Blame what you like - government policy, 9/11, Iraq, the accounting scandals, the bursting of the dot-com bubble, corporate greed, whatever: The economy is enervated and suffering. Growth stands at only about 1.5 percent annually, compared with the 4 percent of 1996-2000 and consumer spending and corporate investment, routine contributors of 80 percent of growth, limp along. Unemployment has reached 6 percent, with statisticians fearing more than 2 million jobs have simply disappeared.
In three years the stock market has lost 40 percent of its value; the accompanying chart vividly shows the NASDAQ's recent trend lines eerily mimic those of the Dow at the height of the Depression; as many as 50 percent of Americans have lost as much as 80 percent of their savings. Nearly every state has spent itself into a financial hole. Stagnation is not limited to these shores but is worldwide, most notably in Germany and Japan.
As one analyst has noted, "The stock market's character undergoes profound long-term fundamental shifts that last many years." And truly, fundamental imbalances remain in the economy and financial markets; indeed the latter may have entered a phase similar to that of 1966-82, when market averages showed a zero return.
The Republican Congress is failing the Republican president - the economy generally and the public at large. This is not the moment for Republicans, traditionally more conservative, to sway to the rhythms of leftist demagoguery about certain tax cuts aiding "the rich." Rather, it is the hour for both targeted tax cuts and across-the-board tax cuts, combined with cuts in spending.
Investor's Business Daily advises that "this isn't some inventory correction that requires a little fiddling from the Fed and maybe a bit of goosing from Congress. It's a once-in-a-lifetime debacle that needs all the stimulus we've got, and then some, to get things back to normal." Nobel economist Milton Friedman famously summarized in six words the operative philosophy good for (nearly) all time - especially those times, such as this, when the goals are regained economic stability and confidence: (1) Cut taxes. (2) Cut taxes. (3) Cut taxes.
Otherwise, 18 months from now, those Gorean Kerry/Graham dreamers may have their fondest wishes fulfilled.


The answer must be every entry below, word for word, with the pictures left out.
++++ The data
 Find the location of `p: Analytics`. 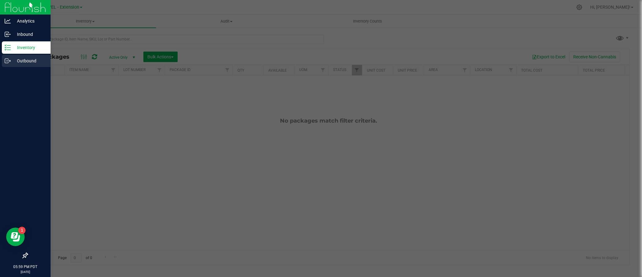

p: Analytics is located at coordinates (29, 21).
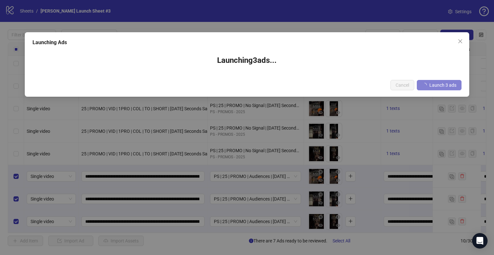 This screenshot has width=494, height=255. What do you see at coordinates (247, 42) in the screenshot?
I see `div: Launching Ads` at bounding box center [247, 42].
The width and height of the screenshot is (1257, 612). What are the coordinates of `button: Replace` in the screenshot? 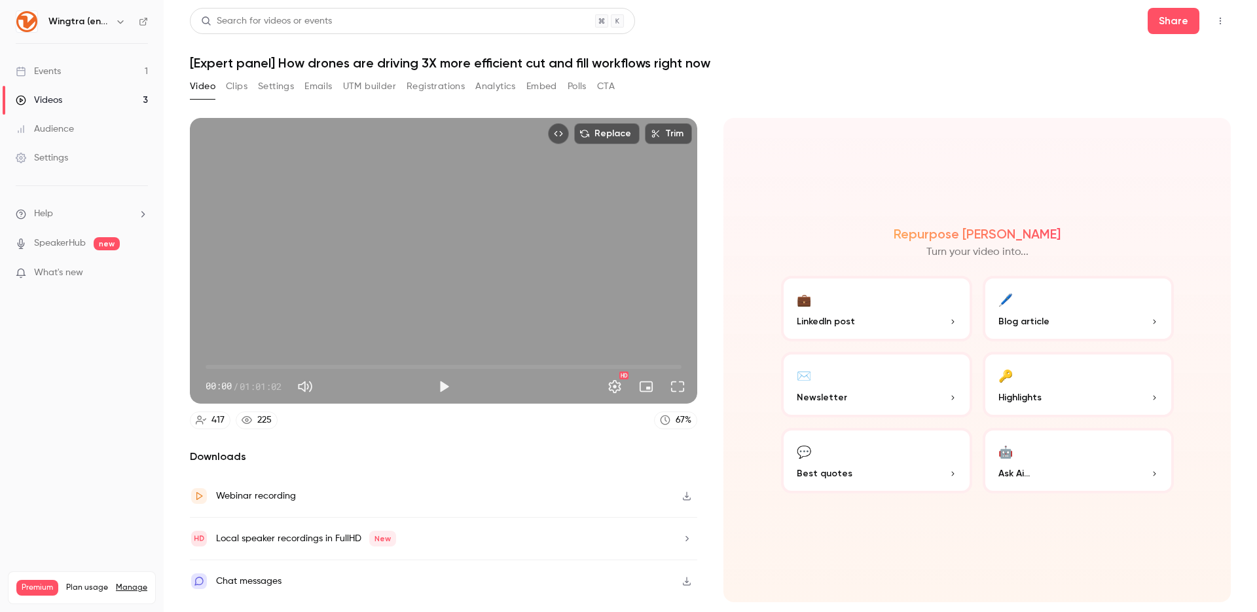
++++++++
:: Written solution ::
 Find the location of `p: Analytics`. 

p: Analytics is located at coordinates (29, 21).
 This screenshot has width=494, height=255. What do you see at coordinates (247, 42) in the screenshot?
I see `div: Launching Ads` at bounding box center [247, 42].
The width and height of the screenshot is (1257, 612). What are the coordinates of `button: Replace` in the screenshot? 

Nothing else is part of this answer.